Sylvia Cuenca Quintet, Smalls, NYC
  • Brett Burleson Quartet, Dick’s Den, 07/02/2021 – Brett’s not only a friend but a pillar of the jazz scene here in town I love so much. This was one of the first trips back to Dick’s, along with a Rhinestone Quartet show a couple weeks earlier Brett also played in, where everything felt right. A whirlwind of love: hugging old friends, watching no-bullshit jazz played so directly and passionately it moved crowds to press against the stage and throw each other around the dance floor. Around midnight, the throbbing rhythm section of Will Strickler on bass and Antoine Fatout on drums locked into Monk’s “Rhythm-a-ning” and Brett’s guitar and Eddie Bayard’s tenor took us into the eye of a delirious hurricane. Every one of the other six or seven times I’ve seen these gentlemen on a stage has given me a few of those moments, and this reminder sank right into my bones. 

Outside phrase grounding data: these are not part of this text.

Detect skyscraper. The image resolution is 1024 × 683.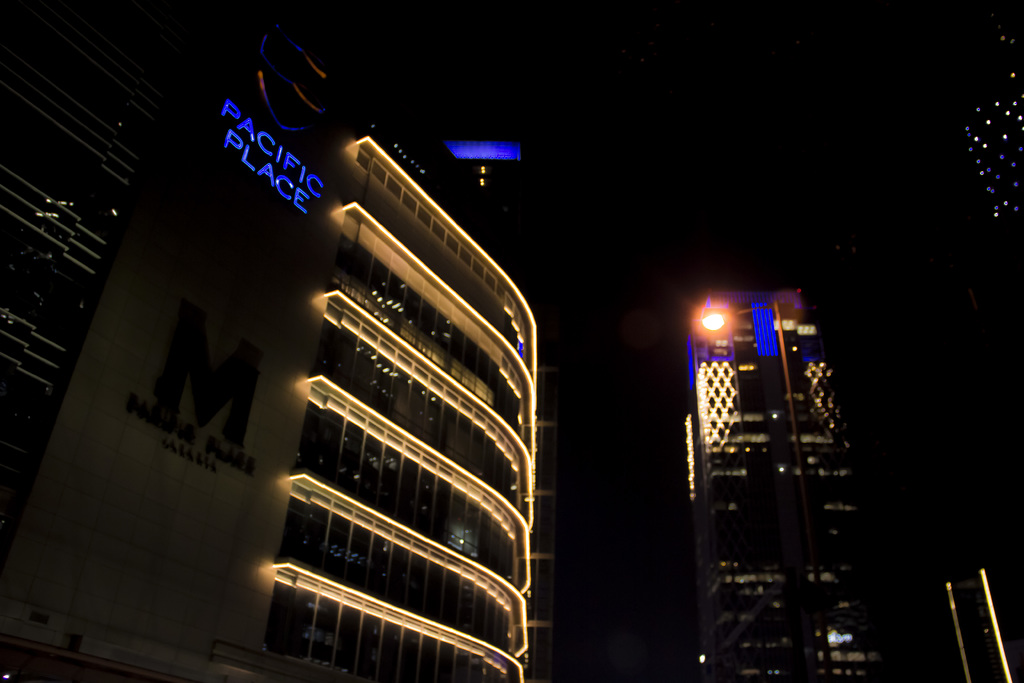
0/0/547/682.
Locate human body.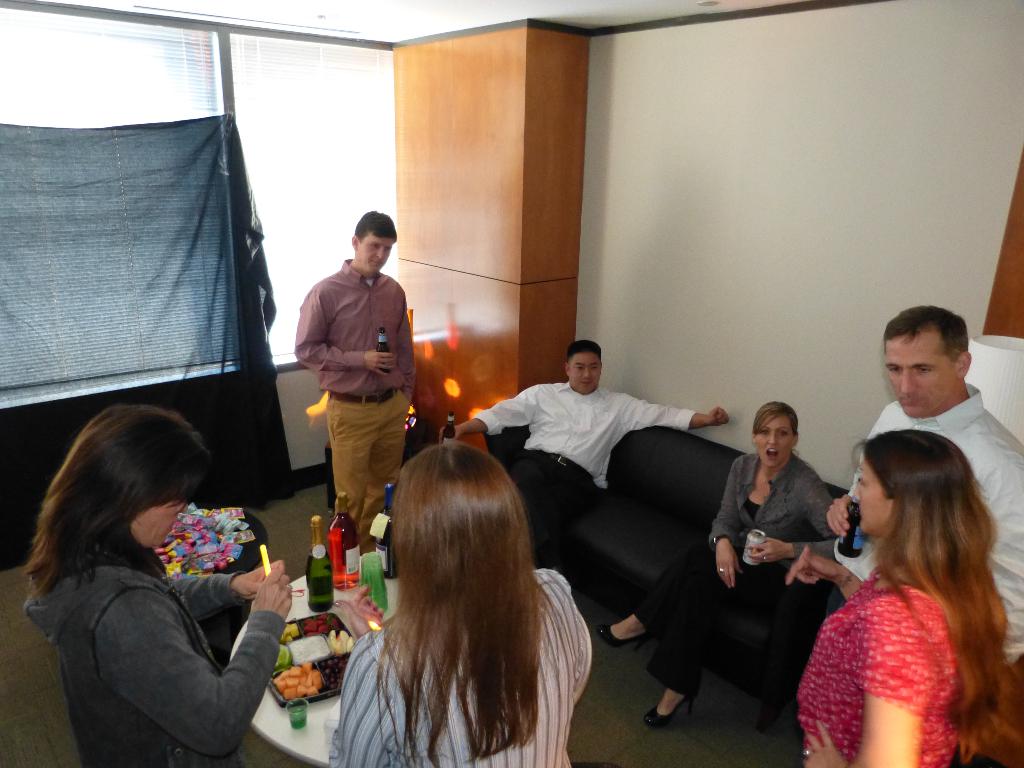
Bounding box: {"x1": 18, "y1": 404, "x2": 293, "y2": 767}.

  • Sylvia Cuenca Quintet, Smalls, NYC, 07/16/2021 – Much as I missed that feeling of jazz in a room with people who appreciate the magic of those moments being captured, the beauty of how fleeting it is, I have a special affection for it in New York City, the cradle of most of the jazz I’ve grown up loving. So, it’s no surprise not only would Anne and I make New York one of our first stops after being vaccinated, but jazz would be a key component of that return. This trip to Smalls, always a firecracker of a time, featured a riveting hard bop set from drummer Sylvia Cuenca leading a quintet of rhythm section partners Dave Kikoski on piano and Essiet Essiet on bass behind a smoldering frontline of Craig Handy and Freddie Hendrix. 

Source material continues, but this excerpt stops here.